Treating Ali Alışır’s artistic practice in periods, the book reveals the visual-imaginative journey of his individual civilizational narrative by presenting to readers his 2009-2019 series Hybrid Souls (2017), Cosmos (2016), Virtual Landscapes (2014), Virtual Wars (2012), Virtual Places (2011), Virtual Bodies (2009), as a path leading from the body’s creation, to the body’s association with space/place, the body’s abandonment of this place and entry into war with other bodies, the body’s relinquishment of warfare and self-surrender to nature and landscapes, all the way to the body’s discovery of the cosmos by orienting itself from the world to the universe, and then from the universe to its own inner and spiritual existential search. The exhibition held in parallel to this book on Ali Alışır’s decade-long artistic journey allows art audiences to visually validate the book’s content.
We have made a detailed interview with the academician and contemporary photography artist Ali Alışır about his works, production process and exhibition.

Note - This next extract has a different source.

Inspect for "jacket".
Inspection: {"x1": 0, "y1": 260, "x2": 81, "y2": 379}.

After the education of graphics at Yeditepe University, you studied photography at Accademia Italiana. Although graphics has a close relationship with photography, how come did you choose photography as a means of communication?

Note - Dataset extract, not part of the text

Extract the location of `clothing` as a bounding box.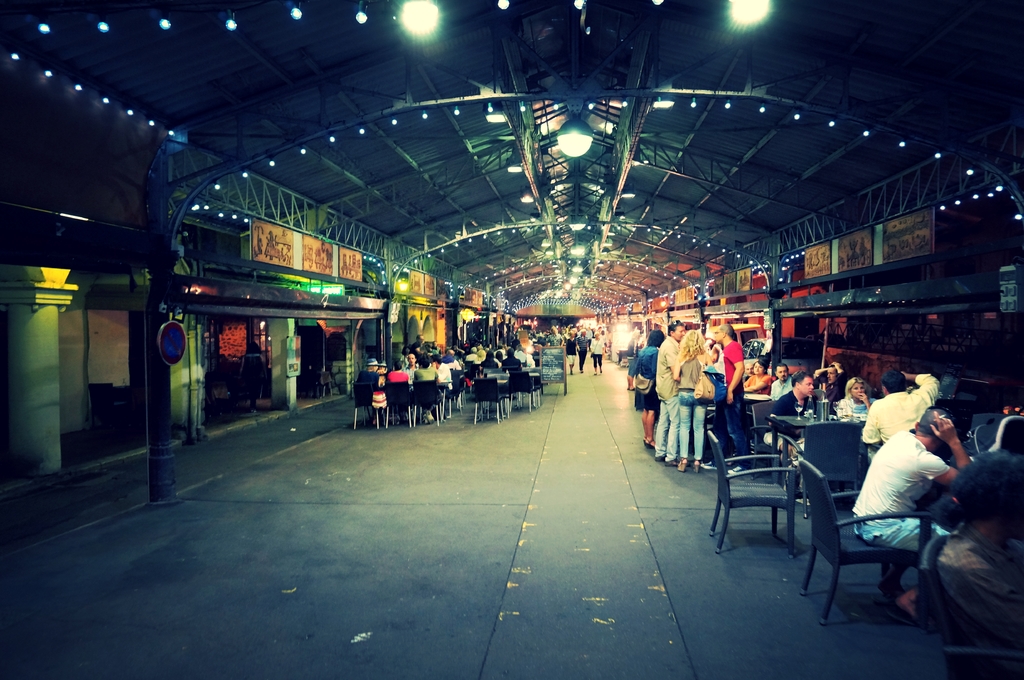
detection(655, 334, 681, 456).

Ali Alışır: I had already been painting long before I started my education in graphics. The year I entered Yeditepe University with achievement grant, the faculty of fine arts were on Büyükada. Our education environment was a fascinating place as the island, and in terms of academic staff we had a rare fortune. At the university I had the chance to visit lots of exhibitions and to read the publications on the plastic arts. I saw that many things one plans to do have already been done or said. They have been done or somehow mentioned about by others before you. At a time in which the number of artworks and artists have increased this much, I have sought the ways to produce something different in the name of “art” and to express myself in the most correct way. At this point I can say that my works steered for photography as a personal choice rather than because of my education in graphics.